Recovery in Banda Aceh could conceivably follow a similar form, albeit with very different outcomes. There are already indications that people's own relations to the natural geography, particularly the ocean, has changed in such a way that they are no longer willing to live directly along the coast. Equally, there are accusations that inland resettlement is being encouraged in order to encourage tourist development along the coast, a source of both immediate corrupt income and conceivably a longer term strategy to undermine resistance. Further, there are already signs that the impact of a cash-infused recovery program is changing social bonds, such as community reciprocity around the building of a home. Of interest is how such social changes intersect more generally with the conditions of long-term insecurity. Upheaval, mistrust, trauma and alienation within communities can have any number of potential impacts of a broader claim for national independence.

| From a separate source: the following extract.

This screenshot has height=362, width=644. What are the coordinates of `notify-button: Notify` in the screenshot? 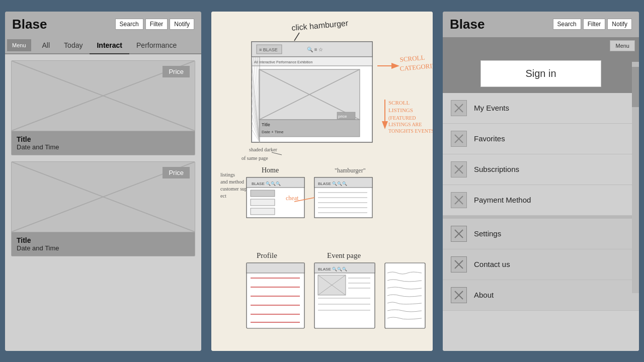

Potentially, communities affected by the earthquake and tsunami may leave political aspirations aside for a time being. However, given that within weeks of the tsunami there were firefights between GAM and Indonesian military and claims from both sides of attempts by the other to profit from the disaster, this appears unlikely. The security situation is of course central to much of the international humanitarian aid effort. Countries such as the US and Australia have explicitly stated that they see recovery as essential to longer-term security interests by ensuring that Aceh develops materially and doesn't become a centre for 'extremism'. On the ground, the impact of such dynamics upon the recovery process will be examined, identifying how people respond to broader political questions peculiar to Aceh and how these dynamics fold back onto the patterns of social integration that underpin the following years of recovery and continuing violence in Aceh. How the past is treated in such circumstances will be central in this study, and is considered particularly important in critically evaluating the longer-term opportunities for peace in the region.